Scottish portraiture has two indisputable heavyweight champions. While there’s no need for them to be in competition with each other – no trash talk, please – in the human corner, let’s hear it for the Reverend Robert Walker, better known as The Skating Minister (c. 1795) by Henry Raeburn. And, in the large land mammal corner, please give a resounding roar for Edwin Landseer’s The Monarch of the Glen (1851).

When it came to deciding which of these Scottish icons to imitate, the National Galleries of Scotland (NGS) plausibly offers World Skating Day – 14 December, for those who can manage a triple axle or two – as the reason to plump for Reverend Walker, minister of the Canongate Kirk and mainstay of the Edinburgh Skating Society.

Rakewell wonders, however, if the decision to pose not one, but seven ministers on the George Street ice rink in Edinburgh was a more practical one.
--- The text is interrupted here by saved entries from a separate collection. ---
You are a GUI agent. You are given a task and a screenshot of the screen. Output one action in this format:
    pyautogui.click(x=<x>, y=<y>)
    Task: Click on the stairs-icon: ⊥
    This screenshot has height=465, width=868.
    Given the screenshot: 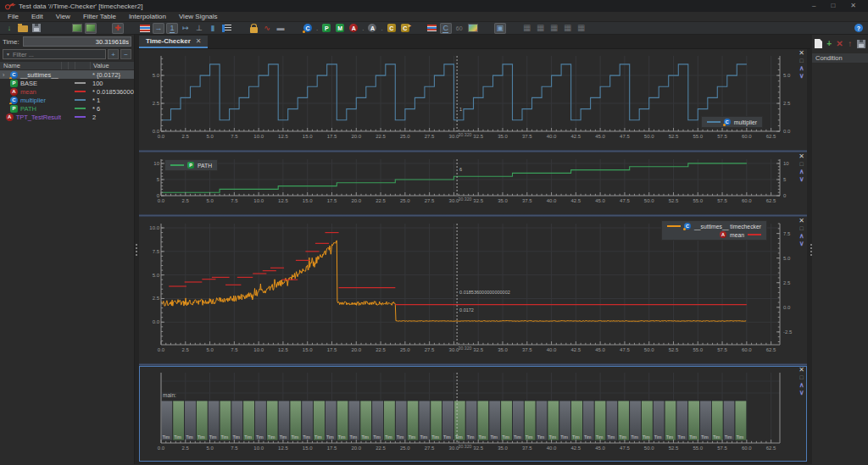 What is the action you would take?
    pyautogui.click(x=199, y=29)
The red deer stag is, after all, not known for following instructions. When your roving correspondent asked the NGS press office whether the seven synchronised skaters were ordained ministers, like Raeburn’s original, the press office confirmed that ‘the people in the photos are National Galleries of Scotland staff who volunteered to take part in the photos.’ That’s the spirit we like to see! Megafauna of the Highlands: it’s your move.